After this section, things accelerate even more, as Sevareid goes to Italy for the grinding American march up the Italian boot. If you want an on the ground assessment of General Mark Clark, you'll find a pretty damning account here. Clark, in Sevareid's eyes, is a preening, incompetent ass. After Italy, it's to the south of France. Much of this part of the war was new to me, since the D-Day invasions get the most treatment. But it was interesting. In Sevareid's view, the German occupation had a different tenor in the south. Calling it less harsh might be going to far, but it might explain why Gertrude Stein (who Sevareid would seek out) would ride out the occupation in something like plain sight (she was protected by a friendly mayor). The nearly spontaneous revolt of the French partisans impressed (and sometimes shocked) Sevareid, but underscored the fact that the French were not a defeated people.

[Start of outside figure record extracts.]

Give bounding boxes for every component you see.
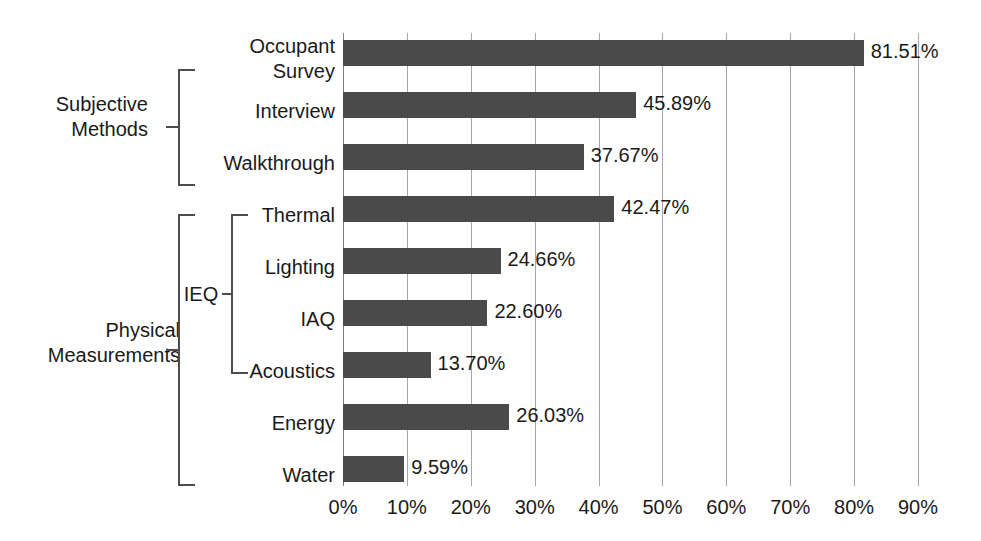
category-label: Lighting [265,255,338,280]
bar [343,248,501,274]
bar [343,456,404,482]
bar-row: Lighting24.66% [343,241,918,293]
category-label: Energy [272,411,338,436]
bar [343,404,509,430]
bar-value-label: 81.51% [864,38,939,64]
x-tick-90%: 90% [888,495,948,519]
category-label-wrap: Lighting [38,241,338,293]
bar-row: Thermal42.47% [343,189,918,241]
category-label: Water [282,463,338,488]
bar [343,40,864,66]
chart-page: Subjective Methods Physical Measurements… [0,0,981,541]
x-tick-10%: 10% [377,495,437,519]
category-label-wrap: Occupant Survey [38,33,338,85]
bar-value-label: 37.67% [584,142,659,168]
bar-row: Occupant Survey81.51% [343,33,918,85]
bar-value-label: 9.59% [404,454,468,480]
x-tick-20%: 20% [441,495,501,519]
category-label-wrap: Thermal [38,189,338,241]
bar [343,144,584,170]
bar-row: IAQ22.60% [343,293,918,345]
bar-value-label: 45.89% [636,90,711,116]
x-tick-30%: 30% [505,495,565,519]
category-label: Interview [255,99,338,124]
category-label-wrap: IAQ [38,293,338,345]
category-label-wrap: Energy [38,397,338,449]
bar [343,196,614,222]
category-label-wrap: Water [38,449,338,501]
bar-row: Walkthrough37.67% [343,137,918,189]
bar-value-label: 22.60% [487,298,562,324]
category-label: Occupant Survey [249,34,338,84]
category-label: Thermal [262,203,338,228]
category-label-wrap: Acoustics [38,345,338,397]
x-tick-40%: 40% [569,495,629,519]
x-tick-70%: 70% [760,495,820,519]
category-label: Acoustics [249,359,338,384]
bar-row: Energy26.03% [343,397,918,449]
x-tick-0%: 0% [313,495,373,519]
x-tick-80%: 80% [824,495,884,519]
category-label: Walkthrough [223,151,338,176]
x-tick-50%: 50% [632,495,692,519]
bar-value-label: 42.47% [614,194,689,220]
bar-row: Acoustics13.70% [343,345,918,397]
x-tick-60%: 60% [696,495,756,519]
bar-row: Water9.59% [343,449,918,501]
gridline-90% [918,33,919,486]
bar [343,92,636,118]
bar [343,352,431,378]
bar [343,300,487,326]
category-label-wrap: Interview [38,85,338,137]
bar-row: Interview45.89% [343,85,918,137]
bar-value-label: 24.66% [501,246,576,272]
category-label-wrap: Walkthrough [38,137,338,189]
bar-value-label: 13.70% [431,350,506,376]
category-label: IAQ [301,307,338,332]
plot-area: Occupant Survey81.51%Interview45.89%Walk… [343,33,918,486]
bar-value-label: 26.03% [509,402,584,428]
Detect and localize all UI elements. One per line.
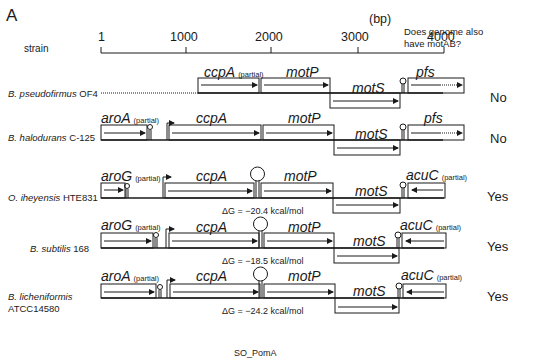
gene-map-graphic <box>0 0 559 360</box>
row-4-map <box>101 267 446 313</box>
row-3-map <box>101 217 446 263</box>
row-2-map <box>101 167 445 213</box>
row-1-map <box>101 123 464 155</box>
row-0-map <box>101 78 464 108</box>
scale-axis <box>101 47 444 53</box>
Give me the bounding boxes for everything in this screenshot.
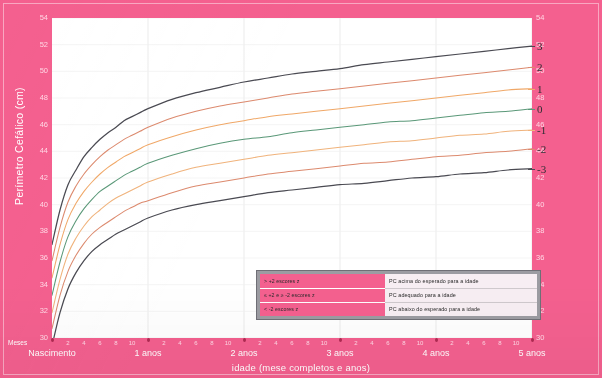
x-month-tick-label: 4 (365, 340, 379, 347)
months-unit-label: Meses (8, 339, 27, 347)
x-month-tick-label: 10 (317, 340, 331, 347)
x-year-tick (50, 338, 55, 343)
x-month-tick-label: 8 (301, 340, 315, 347)
growth-chart-page: Perímetro Cefálico (cm) 3032343638404244… (0, 0, 602, 378)
x-month-tick-label: 2 (349, 340, 363, 347)
legend-row: ≤ +2 e ≥ -2 escores zPC adequado para a … (260, 288, 537, 302)
legend-category: > +2 escores z (260, 274, 385, 288)
legend-box: > +2 escores zPC acima do esperado para … (256, 270, 541, 320)
x-month-tick-label: 2 (445, 340, 459, 347)
x-month-tick-label: 8 (493, 340, 507, 347)
x-year-tick (434, 338, 439, 343)
z-score-label-1: 1 (537, 84, 559, 95)
x-month-tick-label: 10 (509, 340, 523, 347)
z-score-label-3: 3 (537, 41, 559, 52)
z-score-leader-2 (528, 67, 535, 68)
y-tick-label-right: 48 (536, 94, 560, 102)
x-month-tick-label: 6 (189, 340, 203, 347)
legend-table: > +2 escores zPC acima do esperado para … (260, 274, 537, 316)
x-month-tick-label: 10 (413, 340, 427, 347)
curve-z1 (52, 89, 532, 278)
y-tick-label: 36 (24, 254, 48, 262)
z-score-label--1: -1 (537, 125, 559, 136)
z-score-leader--1 (528, 130, 535, 131)
x-month-tick-label: 8 (397, 340, 411, 347)
x-month-tick-label: 4 (461, 340, 475, 347)
z-score-leader--3 (528, 169, 535, 170)
x-month-tick-label: 6 (285, 340, 299, 347)
z-score-label--3: -3 (537, 164, 559, 175)
y-tick-label: 42 (24, 174, 48, 182)
x-year-tick (242, 338, 247, 343)
x-month-tick-label: 2 (157, 340, 171, 347)
x-year-label: Nascimento (17, 348, 87, 359)
z-score-leader-3 (528, 46, 535, 47)
z-score-label--2: -2 (537, 144, 559, 155)
y-tick-label-right: 42 (536, 174, 560, 182)
x-month-tick-label: 4 (173, 340, 187, 347)
x-month-tick-label: 2 (253, 340, 267, 347)
legend-description: PC abaixo do esperado para a idade (385, 302, 537, 316)
z-score-leader-1 (528, 89, 535, 90)
x-month-tick-label: 6 (381, 340, 395, 347)
z-score-label-2: 2 (537, 62, 559, 73)
x-year-tick (530, 338, 535, 343)
curve-z0 (52, 109, 532, 296)
y-tick-label: 48 (24, 94, 48, 102)
x-month-tick-label: 6 (93, 340, 107, 347)
x-month-tick-label: 8 (109, 340, 123, 347)
y-tick-label-right: 36 (536, 254, 560, 262)
x-month-tick-label: 10 (221, 340, 235, 347)
legend-row: < -2 escores zPC abaixo do esperado para… (260, 302, 537, 316)
x-year-label: 1 anos (113, 348, 183, 359)
x-year-tick (146, 338, 151, 343)
legend-category: < -2 escores z (260, 302, 385, 316)
x-year-label: 4 anos (401, 348, 471, 359)
y-tick-label: 30 (24, 334, 48, 342)
y-tick-label: 32 (24, 307, 48, 315)
z-score-leader--2 (528, 149, 535, 150)
x-month-tick-label: 6 (477, 340, 491, 347)
z-score-leader-0 (528, 109, 535, 110)
x-year-tick (338, 338, 343, 343)
x-month-tick-label: 2 (61, 340, 75, 347)
legend-category: ≤ +2 e ≥ -2 escores z (260, 288, 385, 302)
x-year-label: 2 anos (209, 348, 279, 359)
y-tick-label-right: 40 (536, 201, 560, 209)
x-month-tick-label: 4 (77, 340, 91, 347)
legend-description: PC acima do esperado para a idade (385, 274, 537, 288)
y-tick-label-right: 30 (536, 334, 560, 342)
y-tick-label: 46 (24, 121, 48, 129)
x-year-label: 5 anos (497, 348, 567, 359)
x-month-tick-label: 10 (125, 340, 139, 347)
y-tick-label: 52 (24, 41, 48, 49)
y-tick-label: 40 (24, 201, 48, 209)
x-year-label: 3 anos (305, 348, 375, 359)
z-score-label-0: 0 (537, 104, 559, 115)
y-tick-label: 54 (24, 14, 48, 22)
y-tick-label: 50 (24, 67, 48, 75)
y-tick-label: 34 (24, 281, 48, 289)
y-tick-label-right: 38 (536, 227, 560, 235)
x-month-tick-label: 4 (269, 340, 283, 347)
x-axis-title: idade (mese completos e anos) (0, 362, 602, 373)
y-tick-label: 44 (24, 147, 48, 155)
y-tick-label: 38 (24, 227, 48, 235)
legend-row: > +2 escores zPC acima do esperado para … (260, 274, 537, 288)
y-tick-label-right: 54 (536, 14, 560, 22)
x-month-tick-label: 8 (205, 340, 219, 347)
legend-description: PC adequado para a idade (385, 288, 537, 302)
legend-body: > +2 escores zPC acima do esperado para … (260, 274, 537, 316)
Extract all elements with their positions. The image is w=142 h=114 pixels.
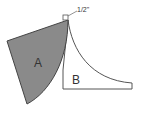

The last 100 pages or so were something of a slog. Sevareid is weary, and worries about the future. Still he swings between optimism and dread. The death of Roosevelt, the nuclear bombings, have him sensing that an age has ended and an uncertain one is now beginning. Sevareid does a speculating in those last 100 pages. I guess if it was a different kind of book, you could even say such extensive musings marred the effort. But after this (very) long journey, I felt Sevareid had earned his dread.